Course Topic: Arctic Tectonics and Volcanism
The University Centre in Svalbard (UNIS)
iMAGE-CREATE Ph.D. student Tatiana Sitnikova has been selected to participate in a short course on “Arctic Tectonics and Volcanism” at The University Centre in Svalbard (UNIS).
While Tatiana is a Ph.D. student at the University of Ottawa (which is part of the NORRAM2 project), she received financial support and was provided with the flight tickets to Svalbard. More information on the short course can be found on the UNIS website. Congratulations and best of luck to Tatiana during her time in Svalbard!
Course Content:
This course addresses the diverse geological history of the Arctic region, including both onshore and offshore regions from Paleozoic to recent times. It will focus on the interplay of plate tectonics and volcanism (including, arc, rifting and plume-related) and explore some of the outstanding region-by-region case studies/questions within the Arctic research community. Based in the gateway to the Arctic, Svalbard, the course will be complemented by field excursions examining the well exposed outcrops and specifically the igneous rocks emplaced over large parts of the Svalbard archipelago.
Learning Outcomes:
The course will present the circum-Arctic region in a 4D perspective: the present-day structure of this region from surface to deep mantle and how it evolved since the Paleozoic. Students will get an overview of the large-scale kinematics and geodynamics of the Arctic region in space and time. They will learn how to combine onshore and offshore data to uncover the present-day tectonic structure of the region and use it, together with other knowledge, for plate tectonic reconstructions. The students will learn about causes and manifestation of volcanism in the circum-Arctic region. The course includes field trips to observe present day preservation of past Arctic magmatism.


From the data below, copy out every line in which the word "cost" occurs.
BEGIN Data section
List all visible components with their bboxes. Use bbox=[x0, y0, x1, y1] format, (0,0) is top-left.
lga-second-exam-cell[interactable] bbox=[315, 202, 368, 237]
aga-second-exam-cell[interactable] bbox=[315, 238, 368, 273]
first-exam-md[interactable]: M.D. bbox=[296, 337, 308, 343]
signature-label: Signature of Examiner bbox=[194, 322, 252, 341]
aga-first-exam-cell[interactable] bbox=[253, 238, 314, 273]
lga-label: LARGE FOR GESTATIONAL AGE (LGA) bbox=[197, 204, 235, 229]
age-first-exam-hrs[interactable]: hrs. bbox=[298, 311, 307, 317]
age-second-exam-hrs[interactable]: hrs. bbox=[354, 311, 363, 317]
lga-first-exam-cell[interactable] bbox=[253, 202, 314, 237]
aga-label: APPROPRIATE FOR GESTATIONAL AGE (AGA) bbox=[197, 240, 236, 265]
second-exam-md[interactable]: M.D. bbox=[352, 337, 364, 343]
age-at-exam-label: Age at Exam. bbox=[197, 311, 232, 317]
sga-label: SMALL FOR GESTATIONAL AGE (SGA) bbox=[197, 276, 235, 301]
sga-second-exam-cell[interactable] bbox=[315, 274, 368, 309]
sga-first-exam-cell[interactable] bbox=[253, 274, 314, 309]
END Data section
BEGIN Data section
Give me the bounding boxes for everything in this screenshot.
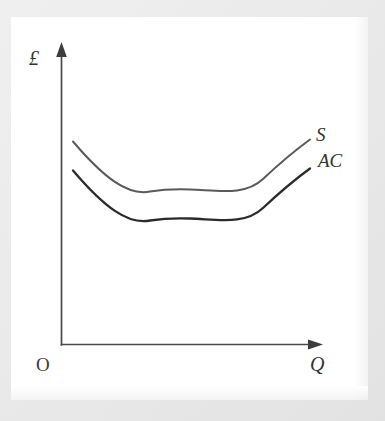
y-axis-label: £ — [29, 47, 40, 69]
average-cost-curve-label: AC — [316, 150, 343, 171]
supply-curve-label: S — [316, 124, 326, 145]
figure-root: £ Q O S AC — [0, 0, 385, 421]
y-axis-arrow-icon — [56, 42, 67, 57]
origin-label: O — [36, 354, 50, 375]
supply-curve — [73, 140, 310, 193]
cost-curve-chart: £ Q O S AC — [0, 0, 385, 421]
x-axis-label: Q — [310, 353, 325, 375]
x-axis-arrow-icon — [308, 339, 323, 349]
END Data section
BEGIN Data section
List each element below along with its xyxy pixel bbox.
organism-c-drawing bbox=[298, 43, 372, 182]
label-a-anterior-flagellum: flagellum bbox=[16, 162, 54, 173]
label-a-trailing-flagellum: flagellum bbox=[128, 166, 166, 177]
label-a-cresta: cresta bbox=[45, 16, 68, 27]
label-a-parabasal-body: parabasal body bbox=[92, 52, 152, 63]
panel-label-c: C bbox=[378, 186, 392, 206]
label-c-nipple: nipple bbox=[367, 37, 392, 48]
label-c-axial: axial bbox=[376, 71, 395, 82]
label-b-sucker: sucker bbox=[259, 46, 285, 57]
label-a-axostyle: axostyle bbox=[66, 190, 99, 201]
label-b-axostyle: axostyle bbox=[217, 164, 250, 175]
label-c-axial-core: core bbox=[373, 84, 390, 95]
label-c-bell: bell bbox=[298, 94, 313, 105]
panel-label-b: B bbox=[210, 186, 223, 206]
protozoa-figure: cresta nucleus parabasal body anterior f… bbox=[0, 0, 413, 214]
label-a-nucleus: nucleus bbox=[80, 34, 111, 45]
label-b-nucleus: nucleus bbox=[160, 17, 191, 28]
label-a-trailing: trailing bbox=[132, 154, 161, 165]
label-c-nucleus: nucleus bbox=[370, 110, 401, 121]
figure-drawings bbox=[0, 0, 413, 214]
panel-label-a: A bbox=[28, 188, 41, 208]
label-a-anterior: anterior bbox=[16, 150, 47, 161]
END Data section
▶ **Answer to the exercise**
average-cost-curve-label: AC — [316, 150, 343, 171]
cost-curve-chart: £ Q O S AC — [0, 0, 385, 421]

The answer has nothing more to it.